More kids have diabetes, fewer schools have nurses


Christopher Rodriguez should have started kindergarten last year at PS 28 in the Bronx, but he's starting a year late.

When his mother, Marileida Rojas, tried to enroll him in 2008, she was told Mount Hope Elementary School did not have the resources to care for Christopher, who has type 1 diabetes and was too young to recognize when his blood sugar was slipping dangerously low.

Though Rojas said she'd quit her job and come help, the administration suggested she send her son to another school that could better serve his needs.

Rojas' son now attends PS 28, but it has taken lengthy negotiations with a system that doesn't speak her language and quitting her job to get her son into his neighborhood school, she says through a translator.

Although more schools have fewer full-time nurses while, experts say, there is an increasing number of children being diagnosed with both type 1 and type 2 diabetes, many schools are successfully adapting to the needs of these kids, which the federal Americans with Disabilities Act requires they do, says attorney Ed Kraus, an associate professor at Chicago Kent Law School who works with the American Diabetes Association (ADA). Yet, too many schools are still falling short, he says.

A team approach

He says to reroute a child to another school, away from his friends and siblings, because of a health condition is discrimination. Still, some schools feel pressured and unprepared to serve the constant monitoring needs of a child with diabetes.

According to the ADA, 186,300 people under 20 have type 1 or type 2 diabetes -- when the body either does not properly make or process the hormone insulin. About one in every 440 children and adolescents have diabetes.

The reductions in school nurses are adding to that pressure, says nurse Karen Johnson, a diabetes educator and wellness coach for diabetes website Fit4D.com.

According to 2007 National Center for Education Statistics, 30% of schools have a part-time nurse, and 25% have no nurse.

"That whole model that any medical need a child has is handled by the nurse is no longer in place in most schools," Kraus says.

Making inquiries, Rojas eventually learned that though PS 28 does not have a school nurse, a Montefiore Hospital satellite medical clinic for students is housed right in the PS 28 building. Spanish-speaking staff there told her they could help Christopher, who now visits the clinic as many as four times a day for blood sugar checks, insulin and snacks if needed, says nurse practitioner Jacqueline Kelderhouse with Montefiore's School Health Program there.

After a dangerously low blood-sugar episode in the first few weeks of school, clinic staff requested that the child be provided a paraprofessional, a trained non-medical staffer who could shadow Christopher daily until he is mature enough to monitor himself. The school came through five weeks later.

Students with diabetes benefit from a team approach, says endocrinologist Frederick Schwenk, a professor of pediatrics at Mayo College of Medicine in Rochester, Minn. He says multiple staff members -- everyone from cafeteria workers and bus drivers to gym teachers and the principal -- should know about a child's medical condition and what to do in case of an emergency.

The ADA has a Safe at School Campaign to help families and schools create support plans. And Kraus says some states have laws that protect a student's well-being beyond federal requirements.

"In North Carolina, two people in each school must be trained to serve a child with diabetes, in case one is absent," says nurse Jean Litton, a diabetes educator with Duke Medical Center's Pediatric Diabetes Program.

Other schools more amenable

Not all parents have to battle it out with their school systems to get the care their child needs.

Miranda Rudd says she has confidence in her son's school. Nicholas, 10, has type 1 diabetes and is a fifth-grader at Franklinton (N.C.) Elementary School. When he came to the school in second grade, the nurse and staff were very willing to help, Rudd says.

"Even as his medication routine has changed over the past two years, they've adapted to his needs," Rudd says.

"They have three first responders, teachers who are certified and I know them pretty well. One of them comes every day at 11:30, 15 minutes before lunchtime, and pulls Nicholas out so he can go to the teachers' lounge, where she monitors him as he checks his blood sugar."

Though Christopher's mom still worries, she feels more at peace now. "I have three sets of eyes -- the nurse practitioner, the teacher and the paraprofessional -- watching him," she says.

Says Kraus: "There's really no excuse. When you're getting schools outside their comfort zone, schools tend to shy away. But it's all very doable. There are lots of school districts that show it's very doable."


*Exercise aim*. In the data below, find each line that contains the word "graph" and copy it.

[Items from a figure collection]

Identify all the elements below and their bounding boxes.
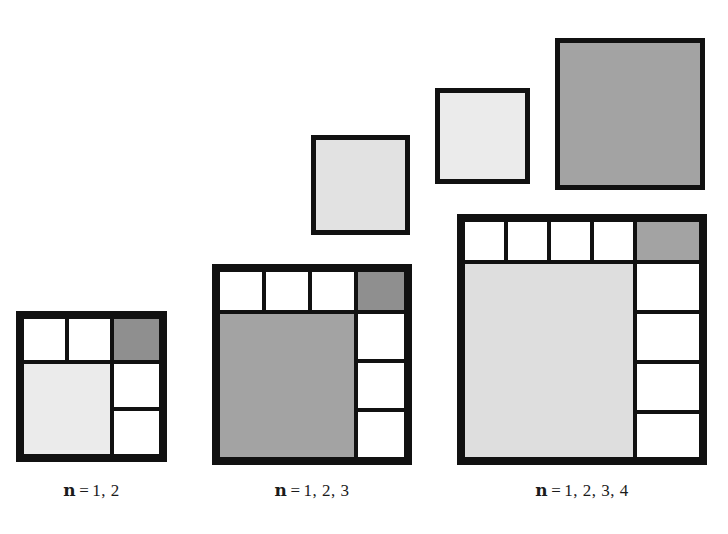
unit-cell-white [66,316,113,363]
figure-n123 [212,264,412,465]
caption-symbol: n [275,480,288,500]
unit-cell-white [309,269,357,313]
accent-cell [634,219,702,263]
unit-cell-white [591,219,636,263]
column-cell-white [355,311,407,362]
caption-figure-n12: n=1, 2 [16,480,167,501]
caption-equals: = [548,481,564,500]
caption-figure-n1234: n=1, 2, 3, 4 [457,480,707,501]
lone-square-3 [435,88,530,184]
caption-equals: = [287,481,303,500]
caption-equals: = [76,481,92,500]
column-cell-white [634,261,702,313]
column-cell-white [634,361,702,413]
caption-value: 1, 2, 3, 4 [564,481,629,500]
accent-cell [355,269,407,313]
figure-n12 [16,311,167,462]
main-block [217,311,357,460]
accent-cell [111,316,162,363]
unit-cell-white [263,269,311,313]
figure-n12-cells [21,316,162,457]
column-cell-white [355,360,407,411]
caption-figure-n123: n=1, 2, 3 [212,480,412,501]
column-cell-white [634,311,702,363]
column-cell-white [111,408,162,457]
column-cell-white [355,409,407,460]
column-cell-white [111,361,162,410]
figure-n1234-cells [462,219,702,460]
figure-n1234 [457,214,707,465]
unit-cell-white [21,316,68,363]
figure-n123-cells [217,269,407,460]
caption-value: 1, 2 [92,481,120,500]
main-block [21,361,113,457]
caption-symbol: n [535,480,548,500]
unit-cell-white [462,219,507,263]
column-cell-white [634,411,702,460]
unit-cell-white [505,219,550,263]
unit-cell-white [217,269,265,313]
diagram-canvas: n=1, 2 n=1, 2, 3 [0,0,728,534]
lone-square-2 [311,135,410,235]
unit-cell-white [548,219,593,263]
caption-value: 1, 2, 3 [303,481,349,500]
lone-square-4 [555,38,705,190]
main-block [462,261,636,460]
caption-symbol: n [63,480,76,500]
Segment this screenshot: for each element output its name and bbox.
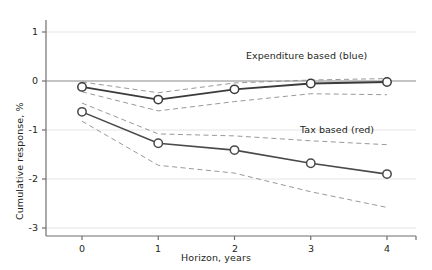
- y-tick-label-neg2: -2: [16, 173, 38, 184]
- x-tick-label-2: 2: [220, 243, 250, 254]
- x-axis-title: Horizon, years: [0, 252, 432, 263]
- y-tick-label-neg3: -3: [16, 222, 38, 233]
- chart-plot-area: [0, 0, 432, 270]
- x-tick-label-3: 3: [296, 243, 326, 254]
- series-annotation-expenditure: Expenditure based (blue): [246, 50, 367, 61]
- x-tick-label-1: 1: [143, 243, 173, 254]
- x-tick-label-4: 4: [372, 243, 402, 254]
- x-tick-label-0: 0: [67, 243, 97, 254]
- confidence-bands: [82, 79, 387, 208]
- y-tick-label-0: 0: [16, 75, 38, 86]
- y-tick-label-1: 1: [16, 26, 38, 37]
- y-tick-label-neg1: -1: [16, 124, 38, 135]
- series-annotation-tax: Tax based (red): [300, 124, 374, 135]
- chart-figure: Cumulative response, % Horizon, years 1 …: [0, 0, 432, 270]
==
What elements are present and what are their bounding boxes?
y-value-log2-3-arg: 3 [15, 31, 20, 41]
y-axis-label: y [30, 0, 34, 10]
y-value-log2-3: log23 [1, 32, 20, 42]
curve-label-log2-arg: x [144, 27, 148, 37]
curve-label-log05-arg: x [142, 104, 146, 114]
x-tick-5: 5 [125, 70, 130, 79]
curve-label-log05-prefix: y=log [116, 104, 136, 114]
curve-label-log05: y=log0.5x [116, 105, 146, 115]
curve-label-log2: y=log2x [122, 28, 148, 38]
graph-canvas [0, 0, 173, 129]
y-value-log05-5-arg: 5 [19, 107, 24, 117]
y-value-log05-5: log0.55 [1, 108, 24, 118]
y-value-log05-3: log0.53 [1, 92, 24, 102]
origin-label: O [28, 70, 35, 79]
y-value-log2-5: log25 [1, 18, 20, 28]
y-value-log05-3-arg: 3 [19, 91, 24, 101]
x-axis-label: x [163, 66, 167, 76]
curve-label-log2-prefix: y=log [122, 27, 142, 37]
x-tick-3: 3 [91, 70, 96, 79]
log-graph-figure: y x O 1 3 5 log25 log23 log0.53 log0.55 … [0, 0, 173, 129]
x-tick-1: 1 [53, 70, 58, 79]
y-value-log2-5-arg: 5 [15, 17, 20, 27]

*Solution to this problem*.
graph-canvas [0, 0, 173, 129]
log-graph-figure: y x O 1 3 5 log25 log23 log0.53 log0.55 … [0, 0, 173, 129]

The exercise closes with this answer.